Object: National origins provision of immigration law

NATIONAL ORIGINS PROVISION OF IMMIGRATION LAW 167 
»f the committee for the purpose of determination by your committee as to 
whether or not the commission has complied with the provisions of the law 
in its search for facts and if the facts reported are of such a character that 
the committee in its judgment feels they ave sufficient and substantial enough 
to form the foundation of the immigration policy of the United States. 
It must be clear to everyone that the limitations conferred by law upon the 
fact-finding commission extend also to the Committee of Immigration in this 
care.

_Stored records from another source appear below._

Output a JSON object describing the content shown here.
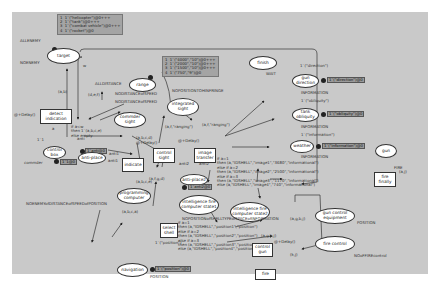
{
  "top_marking": [
    "1  1`(\"helicopter\")@0+++",
    "2  1`(\"tank\")@0+++",
    "3  1`(\"combat vehicle\")@0+++",
    "4  1`(\"rocket\")@0"
  ],
  "range_marking": [
    "1  1`(\"4000\",\"10\")@0+++",
    "2  1`(\"2000\",\"10\")@0+++",
    "3  1`(\"1500\",\"10\")@0+++",
    "4  1`(\"750\",\"9\")@0"
  ],
  "places": {
    "target": "target",
    "range": "range",
    "finish": "finish",
    "gun_direction": "gun direction",
    "tank_obliquity": "tank obliquity",
    "weather": "weather",
    "gun": "gun",
    "commder_sight": "commder sight",
    "integrated_sight": "integrated sight",
    "control_box": "control box",
    "anti_place": "anti-place",
    "anti_place2": "anti-place2",
    "programming_computer": "programming computer",
    "ifc_state1": "intelligence fire computer state1",
    "ifc_state2": "intelligence fire computer state2",
    "gun_control_equipment": "gun control equipment",
    "fire_control": "fire control",
    "navigation": "navigation"
  },
  "transitions": {
    "detect_indication": "detect indication",
    "indicate": "indicate",
    "control_sight": "control sight",
    "image_transfer": "image transfer",
    "fire_finally": "fire finally",
    "select_shell": "select shell",
    "control_gun": "control gun",
    "fire": "fire"
  },
  "labels": {
    "allenemy": "ALLENEMY",
    "noenemy": "NOENEMY",
    "ab": "(a,b)",
    "w": "w",
    "alldistance": "ALLDISTANCE",
    "def": "(d,e,f)",
    "nodistanceofspeed": "NODISTANCEofSPEED",
    "nodistanceofspeed2": "NODISTANCEofSPEED",
    "nopositiontohinfringe": "NOPOSITIONTOHINFRINGE",
    "wait": "WAIT",
    "direction_arc": "1`(\"direction\")",
    "information1": "INFORMATION",
    "obliquity_arc": "1`(\"obliquity\")",
    "information2": "INFORMATION",
    "information_arc": "1`(\"information\")",
    "information3": "INFORMATION",
    "fire_lbl": "FIRE",
    "delay1": "@+Delay()",
    "guard_detect": "if a<w\nthen 1`(a,b,c,e)\nelse empty",
    "anti": "anti",
    "anti1": "anti1",
    "anti2": "anti2",
    "one": "1`1",
    "commder": "commder",
    "abcd": "(a,b,c,d)",
    "abce": "(a,b,c,e)",
    "delay2": "@+Delay()",
    "afrang": "(a,f,\"ranging\")",
    "afrang2": "(a,f,\"ranging\")",
    "delay3": "@+Delay()",
    "afgd": "(a,f,g,d)",
    "anti2b": "anti2",
    "image_guard": "if a=1\nthen (a,\"IDSHELL\",\"image1\",\"3680\",\"informational\")\nelse if a=2\nthen (a,\"IDSHELL\",\"image2\",\"2500\",\"informational\")\nelse if a=3\nthen (a,\"IDSHELL\",\"image3\",\"1170\",\"informational\")\nelse (a,\"IDSHELL\",\"image4\",\"740\",\"informational\")",
    "noenemyofdist": "NOENEMYofDISTANCEofSPEEDofPOSITION",
    "abca": "(a,b,c,a)",
    "shell_guard": "if a=1\nthen (a,\"IDSHELL\",\"position1\",\"position\")\nelse if a=2\nthen (a,\"IDSHELL\",\"position2\",\"position\")\nelse if a=3\nthen (a,\"IDSHELL\",\"position3\",\"position\")\nelse (a,\"IDSHELL\",\"position4\",\"position\")",
    "nopositionofshell": "NOPOSITIONofSHELLTYPEofSPACEofINFORMATION",
    "agbj": "(a,g,b,j)",
    "agbj2": "(a,g,b,j)",
    "kj": "(k,j)",
    "delay4": "@+Delay()",
    "position_lbl": "POSITION",
    "nooffire": "NOoFFIREcontrol",
    "position_arc": "1`(\"position\")",
    "position2": "POSITION",
    "aj": "(a,j)",
    "k": "k",
    "j": "j",
    "i": "i"
  },
  "markings": {
    "direction": "1`(\"direction\")@0",
    "obliquity": "1`(\"obliquity\")@0",
    "information": "1`(\"information\")@0",
    "control_box": "1`1@0",
    "anti": "1`anti@0",
    "anti2": "1`anti2@0",
    "position": "1`(\"position\")@0"
  }
}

The committee sits in a judicial capacity in judgment on the report 
and the report of the commission must form the foundation of your decision. 
Under the law .it seems plain that the committee is confined to the report of 
the commission. It. therefore, becomes important to learn what is the founda- 
tion of the commission’s report, 
Therefore. I call the committee's attention to the testimony of the chairman 
nf the commission's experts” whose duty it is to report to the commission 
of three cabinet officials in order that we may learn upon what their report 
is founded. 
CENSUS OF 1790 BASIS OF REPORT 
On page 14 of Senate document dated March 15, 1928, and designated as 
Hearing before the Committee on Immigration, United States Senate, Seven- 
deth Congress, first session, we read the following: 
“ Senator SuipsteAD, Doctor, upon reading the report I got the idea that 
fhe census of 1790 plays a very important part in your report. 
“ Doctor HILL, Yes; that is true. 
“ Senator Smresteap. It is almost a foundation for the entire report, as I 
read it. 
“ Doctor Hirr, Well, you are talking now about the census records, not 
about the century of population growth? 
“ Senator SmrpsTEAD. I am talking about the census record, and the century 
nf population growth is based, as I understand it, upon the census of 1780? 
“Doctor Hin. Yes. ; . 
“ Senator SHIPSTEAD. So the census of 1790 becomes the key to the arch of 
the whole basis of calculation as I understand the report. I wanted to know 
if that is your idea. 
“Doctor FILL. Yes; for that part of the population which we call the 
ariginal native stock, representing about 45 per cent of the total. ' 
“ Senator SmipsTeap. Can you tell us how many or what percentage of the 
statistics gathered in that report were destroved when the British burned 
the Capitol here? 
“ Doctor Hirn, Well, the records for New Jersey, Delaware, Georgia, Ken- 
ucky, and Tennessee. These records have been lost, but it is not altogether 
sertain that they were destroyed when the British burned the Capitol. al- 
though that is the tradition. x 
“ Senator SurpsTEAD. It Was given at one time as something like six or seven 
Htates of which the statistics were burned at that time, so given by one of the 
Commissioners of Immigration. 
« Senator Corerann. Does the Senator mean that the records relating to those 
States were burned? 
“ Genator SHIPSTEAD. Yes.” 
In Renate Document dated December 22, 1926, and des gnated Hearings 
before the Committee on Immigration, United States Senate, Sixty-ninth Con- 
gress, second session, on page 4, while making a statement on the provisions of 
the law specifying the source of information upon which the commission was 
instructed to base its conclusion 1 made the following statement: 
“mhe number of inhabitants in continental United States in 1920 whose origin 
by birth or ancestry is attributable to such geographical area. Such determina- 
tion shall not be made by tracing the ancestors or descendants of particular 
individuals, but shall be based upon statistics of immigration and emigration, 
together with rates of increase of population as shown by successive decennial 
United States censuses, and such other data as may be found to be reliable.” 
It will be seen from the above that the most important element in this deter- 
mination ig * statistics of immigration and emigration.” The next important 
slement is © rates of increase of povulation as shown bv successive decennial 
[Tnited States censuses.” 
As reliable statistics of immigration and emigration are not in existence the 
whole plan fails and leaves the determination to mere guesswork or coniecture. 
“ Qenator Rep. In the absence of statistics. vou sav?